Changed mission requires more funding
Do we–educators, parents, community members, policy makers–truly believe that all students can learn at high levels? Do we believe that this is the mission of education?
I do not believe that all of us share this belief.
Our historical mission of education was to filter citizens into the various segments of our socio-economic system. The purpose of education was to rank students based on achievement. The amount of time for students in class was fixed—which caused the amount learned by students to vary. This supported the notion of having winners and losers as a result of our education system.
Say what you will about No Child Left Behind: that it imposes punitive consequences on schools, that it uses the dreaded standardized assessments, that it was an unfunded mandate on states. It did all of that, but it also codified a major shift in the mission of schools. It made all of these requirements based on the notion that all students were required and could meet rigorous academic standards and that failure is not an option.
The passage of NCLB was a legal call to arms, a de jure response that has not changed the traditional or de facto approach to education. If we are to truly reform education, we need to realize that our practices in education, that our funding of education, that our attitudes towards education will not change until we embrace the notion that all students can learn. That failure is not an option!
We still fund education based on a fixed amount of resources. The federal, state, and local governments still fund education with fixed amounts attached to students. There are some exceptions, especially regarding Title I funds, but for the most part governments dedicate a fixed amount of resources to students regardless of the student’s academic ability. This approach worked under the old paradigm. When you rank and sort students and use a bell curve to establish winners and losers, the resources needed to do accomplish this can remain fixed without much impact. (One area that we do see a change to the new mission of education is the fact that we have, for the most part, moved from norm-referenced assessments to criterion-referenced assessments.)
But if we are to support each and every learner to achieve rigorous standards, realizing that students learn at different rates and with different techniques, we would recognize that we need to adjust our funding structures. I am tired of the cry that we have increased education funding over time, some due to inflation, and some I’ll admit due to non-education factors, without seeing a change in results.
We changed the target.

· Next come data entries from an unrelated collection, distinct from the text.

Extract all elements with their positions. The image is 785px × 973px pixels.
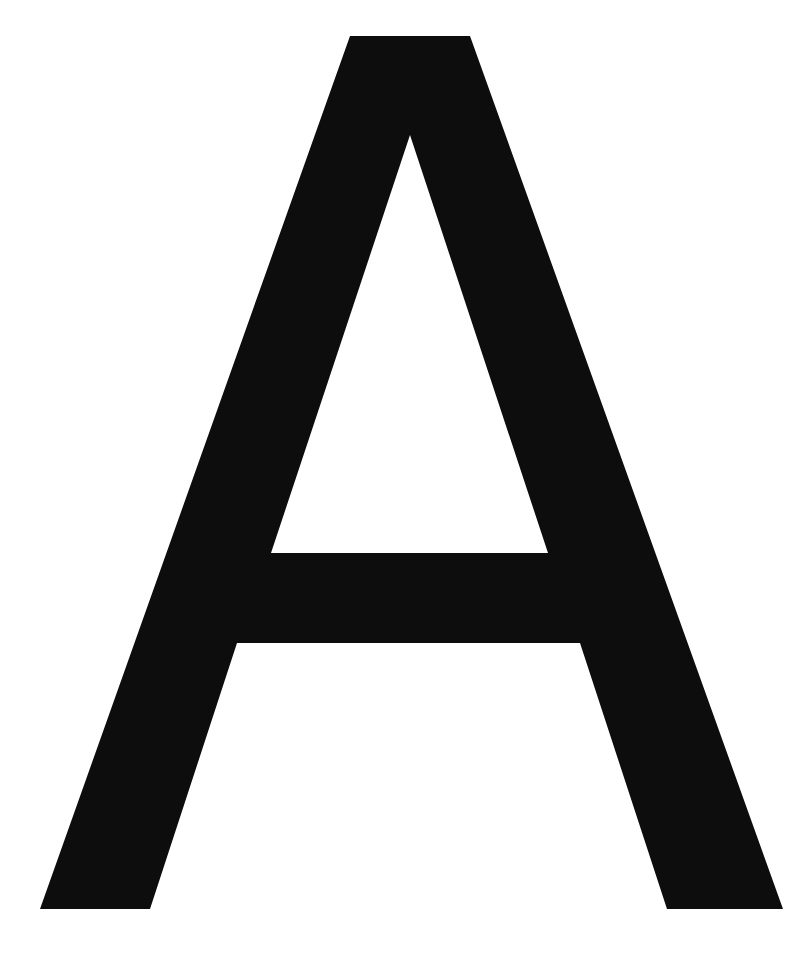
letter-a-shape [40,36,783,909]
canvas: A [0,0,785,973]
letter-a-glyph [0,0,785,973]
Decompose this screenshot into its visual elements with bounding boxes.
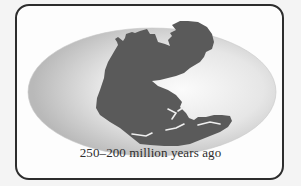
map-caption: 250–200 million years ago (0, 145, 301, 161)
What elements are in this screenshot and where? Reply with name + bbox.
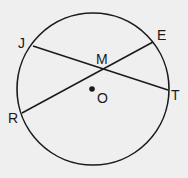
diagram-canvas: J E M O T R	[0, 0, 188, 178]
label-j: J	[18, 35, 25, 51]
label-m: M	[96, 51, 108, 67]
label-t: T	[171, 87, 180, 103]
label-o: O	[97, 90, 108, 106]
chord-re	[22, 42, 153, 113]
center-point-o	[89, 86, 95, 92]
label-r: R	[8, 110, 18, 126]
label-e: E	[157, 27, 166, 43]
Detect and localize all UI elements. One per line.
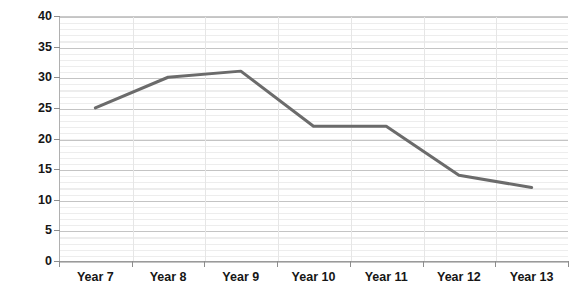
y-tick-mark (54, 47, 60, 48)
y-tick-label: 20 (4, 133, 52, 146)
x-tick-label: Year 12 (423, 271, 496, 284)
x-tick-mark (277, 261, 278, 267)
minor-gridlines (60, 17, 568, 261)
x-tick-label: Year 10 (277, 271, 350, 284)
x-tick-mark (204, 261, 205, 267)
y-tick-label: 15 (4, 163, 52, 176)
major-gridline (60, 48, 568, 49)
y-tick-label: 35 (4, 41, 52, 54)
major-gridline (60, 231, 568, 232)
y-tick-mark (54, 77, 60, 78)
category-separator (205, 17, 206, 261)
y-tick-label: 0 (4, 255, 52, 268)
x-tick-mark (350, 261, 351, 267)
x-tick-label: Year 13 (495, 271, 568, 284)
x-tick-mark (59, 261, 60, 267)
major-gridline (60, 78, 568, 79)
category-separator (278, 17, 279, 261)
y-tick-mark (54, 200, 60, 201)
major-gridline (60, 170, 568, 171)
x-tick-mark (423, 261, 424, 267)
major-gridline (60, 201, 568, 202)
category-separator (351, 17, 352, 261)
x-tick-mark (568, 261, 569, 267)
category-separator (133, 17, 134, 261)
x-tick-label: Year 9 (204, 271, 277, 284)
y-tick-mark (54, 139, 60, 140)
y-tick-mark (54, 230, 60, 231)
category-separator (496, 17, 497, 261)
x-tick-label: Year 7 (59, 271, 132, 284)
y-tick-mark (54, 108, 60, 109)
plot-area (59, 16, 568, 261)
x-tick-label: Year 11 (350, 271, 423, 284)
y-tick-mark (54, 16, 60, 17)
line-chart: 0510152025303540 Year 7Year 8Year 9Year … (0, 0, 580, 297)
x-axis-line (59, 261, 569, 262)
y-tick-mark (54, 169, 60, 170)
major-gridline (60, 262, 568, 263)
major-gridline (60, 140, 568, 141)
y-tick-label: 5 (4, 224, 52, 237)
major-gridline (60, 109, 568, 110)
major-gridlines (60, 17, 568, 261)
y-tick-label: 25 (4, 102, 52, 115)
x-tick-label: Year 8 (132, 271, 205, 284)
category-separator (424, 17, 425, 261)
y-tick-label: 10 (4, 194, 52, 207)
x-tick-mark (495, 261, 496, 267)
y-tick-label: 40 (4, 10, 52, 23)
major-gridline (60, 17, 568, 18)
x-tick-mark (132, 261, 133, 267)
y-tick-label: 30 (4, 71, 52, 84)
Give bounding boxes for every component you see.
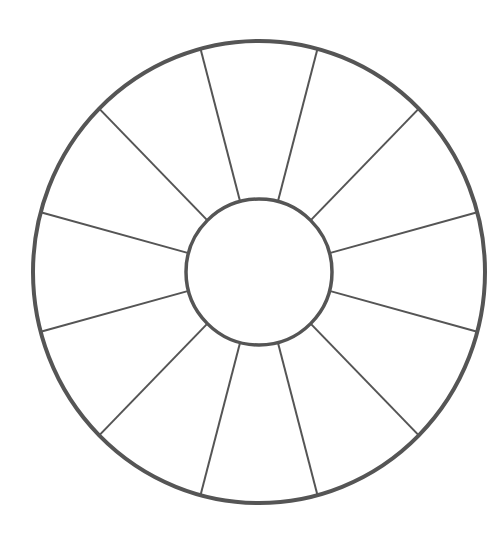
spoke-line <box>311 324 419 436</box>
spoke-line <box>41 291 189 332</box>
spoke-line <box>99 324 207 436</box>
spoke-line <box>201 49 241 202</box>
spoke-line <box>330 212 478 253</box>
spoke-line <box>311 109 419 221</box>
spoke-line <box>278 49 318 202</box>
spoke-line <box>278 343 318 496</box>
spoke-line <box>201 343 241 496</box>
spoke-line <box>41 212 189 253</box>
inner-circle <box>186 199 332 345</box>
spoke-line <box>99 109 207 221</box>
spoke-line <box>330 291 478 332</box>
segmented-wheel-diagram <box>0 0 504 538</box>
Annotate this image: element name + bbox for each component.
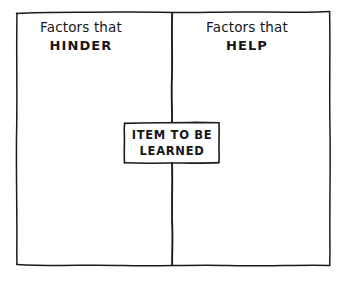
center-box-top-edge (125, 122, 219, 123)
column-label-hinder: Factors that HINDER (18, 21, 144, 52)
center-box-line1: ITEM TO BE (132, 128, 213, 144)
frame-left-edge (16, 13, 17, 264)
column-label-help-line2: HELP (186, 39, 308, 52)
column-label-hinder-line1: Factors that (18, 21, 144, 35)
center-box-line2: LEARNED (140, 144, 205, 160)
frame-right-edge (330, 12, 331, 265)
column-label-hinder-line2: HINDER (18, 39, 144, 52)
column-label-help: Factors that HELP (186, 21, 308, 52)
divider-upper-segment (172, 13, 173, 122)
center-box-bottom-edge (124, 163, 218, 164)
column-label-help-line1: Factors that (186, 21, 308, 35)
item-to-be-learned-box: ITEM TO BE LEARNED (125, 125, 219, 162)
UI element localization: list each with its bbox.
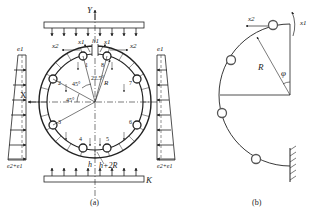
x2-left-label: x2 bbox=[51, 42, 59, 50]
top-load bbox=[44, 22, 144, 36]
node-number-3: 3 bbox=[58, 119, 61, 125]
radius-label-a: R bbox=[103, 79, 109, 87]
axis-y-label: Y bbox=[87, 5, 93, 15]
left-lateral-load bbox=[8, 55, 26, 160]
bottom-h-label: h bbox=[88, 160, 92, 169]
x2-label-b: x2 bbox=[247, 15, 255, 23]
bottom-load bbox=[44, 168, 144, 182]
caption-b: (b) bbox=[252, 198, 262, 207]
left-load-bottom-label: e2+e1 bbox=[7, 163, 22, 169]
structural-diagram: Y X K e1 e2+e1 e1 e2+e1 h1 x1 x1 x2 x2 4… bbox=[0, 0, 313, 213]
node-number-2: 2 bbox=[58, 80, 61, 86]
figure-b bbox=[218, 12, 297, 182]
bottom-h2r-label: h+2R bbox=[99, 161, 117, 170]
node-number-7: 7 bbox=[129, 80, 132, 86]
angle-22-5: 22.5° bbox=[91, 75, 105, 81]
x1-left-label: x1 bbox=[77, 38, 85, 46]
right-lateral-load bbox=[157, 55, 175, 160]
arc-nodes bbox=[218, 21, 278, 164]
right-load-top-label: e1 bbox=[157, 45, 164, 53]
right-load-bottom-label: e2+e1 bbox=[157, 163, 172, 169]
radius-label-b: R bbox=[257, 62, 264, 72]
angle-45-upper: 45° bbox=[72, 81, 81, 87]
x1-right-label: x1 bbox=[103, 38, 111, 46]
node-number-4: 4 bbox=[79, 136, 82, 142]
fixed-support-hatching bbox=[290, 146, 296, 180]
axis-x-label: X bbox=[20, 90, 27, 100]
figure-b-labels: x2 x1 R φ (b) bbox=[247, 15, 307, 207]
gap-label: h1 bbox=[92, 37, 99, 45]
x1-label-b: x1 bbox=[299, 19, 307, 27]
node-number-6: 6 bbox=[129, 119, 132, 125]
node-number-5: 5 bbox=[106, 136, 109, 142]
x2-right-label: x2 bbox=[129, 42, 137, 50]
figure-a-labels: Y X K e1 e2+e1 e1 e2+e1 h1 x1 x1 x2 x2 4… bbox=[7, 5, 172, 207]
node-number-1: 1 bbox=[85, 62, 88, 68]
node-number-8: 8 bbox=[101, 62, 104, 68]
bottom-load-label: K bbox=[145, 175, 153, 185]
caption-a: (a) bbox=[90, 198, 99, 207]
left-load-top-label: e1 bbox=[17, 45, 24, 53]
angle-phi-label: φ bbox=[281, 68, 286, 78]
angle-45-lower: 45° bbox=[66, 97, 75, 103]
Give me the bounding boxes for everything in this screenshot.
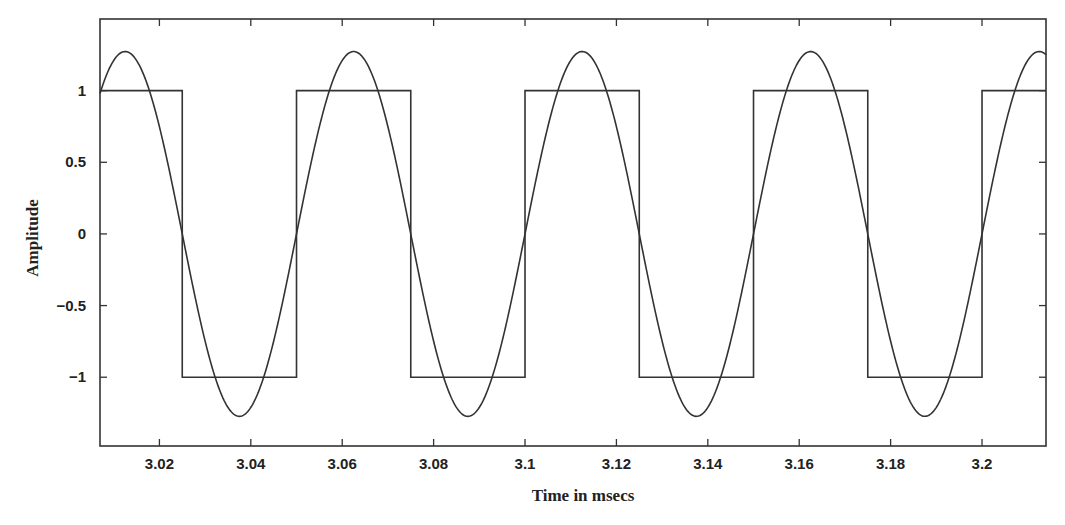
chart: 3.023.043.063.083.13.123.143.163.183.2 1… [0,0,1065,525]
x-axis: 3.023.043.063.083.13.123.143.163.183.2 [145,19,993,472]
x-axis-title: Time in msecs [532,486,635,505]
square-wave-series [100,91,1046,378]
x-tick-label: 3.02 [145,455,174,472]
x-tick-label: 3.14 [693,455,723,472]
y-tick-label: 0.5 [65,153,86,170]
y-tick-label: 0 [78,225,86,242]
x-tick-label: 3.1 [515,455,536,472]
y-axis-title: Amplitude [23,199,42,277]
x-tick-label: 3.04 [236,455,266,472]
y-tick-label: −0.5 [56,297,86,314]
x-tick-label: 3.16 [785,455,814,472]
x-tick-label: 3.18 [876,455,905,472]
sine-wave-series [100,52,1046,417]
axes-frame [100,19,1046,446]
plot-area [100,52,1046,417]
y-tick-label: −1 [69,368,86,385]
x-tick-label: 3.06 [328,455,357,472]
y-tick-label: 1 [78,82,86,99]
x-tick-label: 3.2 [972,455,993,472]
x-tick-label: 3.12 [602,455,631,472]
x-tick-label: 3.08 [419,455,448,472]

We need to fund education like we mean it when we say that all students can learn and achieve high standards; when we say that failure is not an option!
That’s a big picture example of how we have not embraced our new mission. It requires a great deal of political courage to implement and understand our new mission. It will mean an increase in funding. It means an increase in taxes. There, I said it. But it also means we need to fundamentally change how we allocate these funds. It means we change how schools utilize funds to address the needs of all students, from the under achieving to the over achieving.
In upcoming posts I will try to relate how our lack of implementing our new mission impacts students at the micro or teacher level. This will include how teacher dispositions, based on the “old” mission of ranking and sorting students, still persist in the classroom and why it is harmful.
In the meantime, it is time for a break from scoring, grading, and other teacher duties. It is time to reflect on how my students did first semester. It is time to reflect on my performance first semester. It is time to just be.